Books
Director Robert Lepage’s “The Andersen Project” is a masterful meditation on the agonizing process of artistic creation. Few scripts bring the mixed essence of opportunism and magic of show biz together so effortlessly.
Claude Lanzmann is a great raconteur who’s honed his narrative skills as a veteran journalist. His memoir is exuberant and provocative at its best; bombastic and superficial at its worst.
After hearing just the first of William Kentridge’s six Norton Lectures, I have no doubt that this series of “Drawing Lessons” will be one of the most entertaining and enlightening artistic events of 2012.
This handsome edition of Yves Bonnefoy’s recent poetry and prose in English translation is a stunning presentation of a major poet.
An unusual and powerful historical drama that looks at the troubled relationship between Jews and freed slaves at the end of The Civil War.

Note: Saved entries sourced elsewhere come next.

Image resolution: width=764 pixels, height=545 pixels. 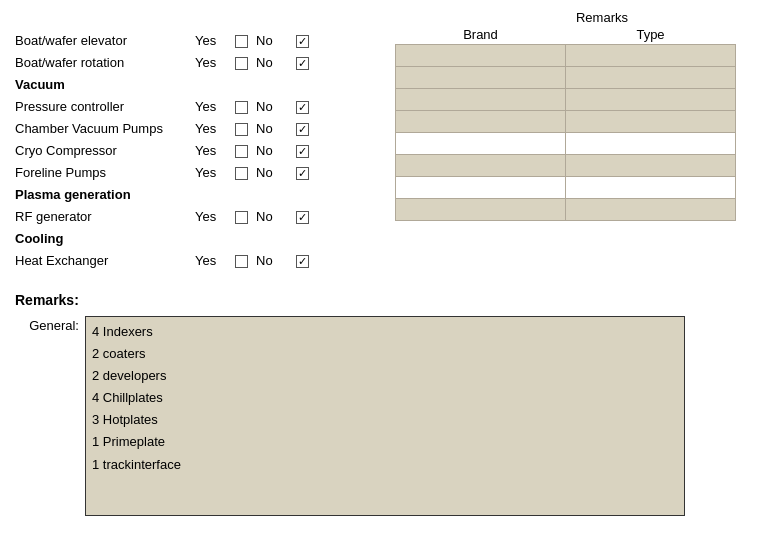 I want to click on row-label: Chamber Vacuum Pumps, so click(x=105, y=129).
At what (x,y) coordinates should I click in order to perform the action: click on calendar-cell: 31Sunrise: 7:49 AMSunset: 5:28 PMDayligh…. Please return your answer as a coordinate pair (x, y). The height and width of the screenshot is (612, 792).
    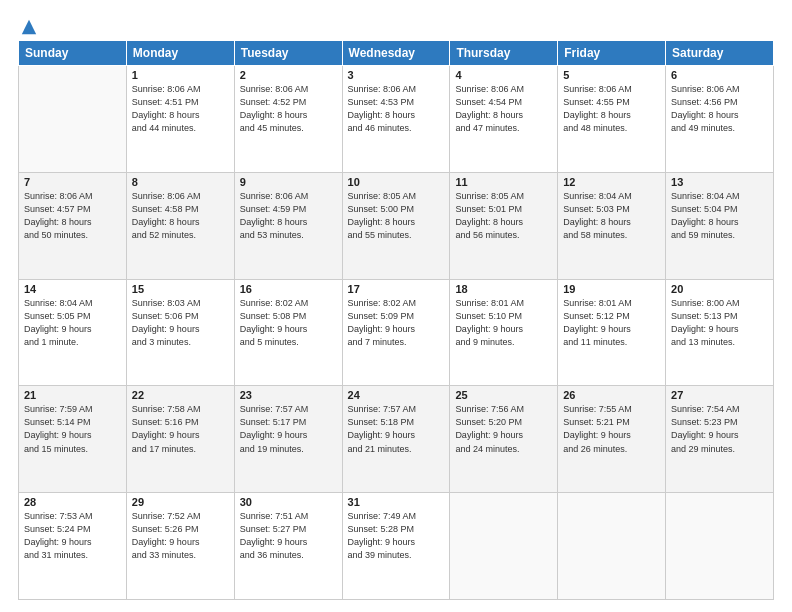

While sound is certainly important, and language in the proper hands has its own music, syllabic harmonies need not be trumpeted as though they were the foundation of good prose.
In his exploration of history, Jack Beatty suggests that World War I, as we know it, was an improbable event.
Jonathan I. Israel has written a monumental three-volume history of the Enlightenment, approximately 2500 pages long, not including three lengthy bibliographies. His erudition is fabulous; his range is dizzying.
A strange mix of characters who all have complicated pasts gives rise to a novel that blossoms — exactly as a flower does — into a complex drama that includes several points of view and a wide range of emotions.
Both productions play around with chronology in order to show the dark side of history, to unmask convenient illusions of social or personal well-being by juxtaposing the myopia of the past with the payback of the future.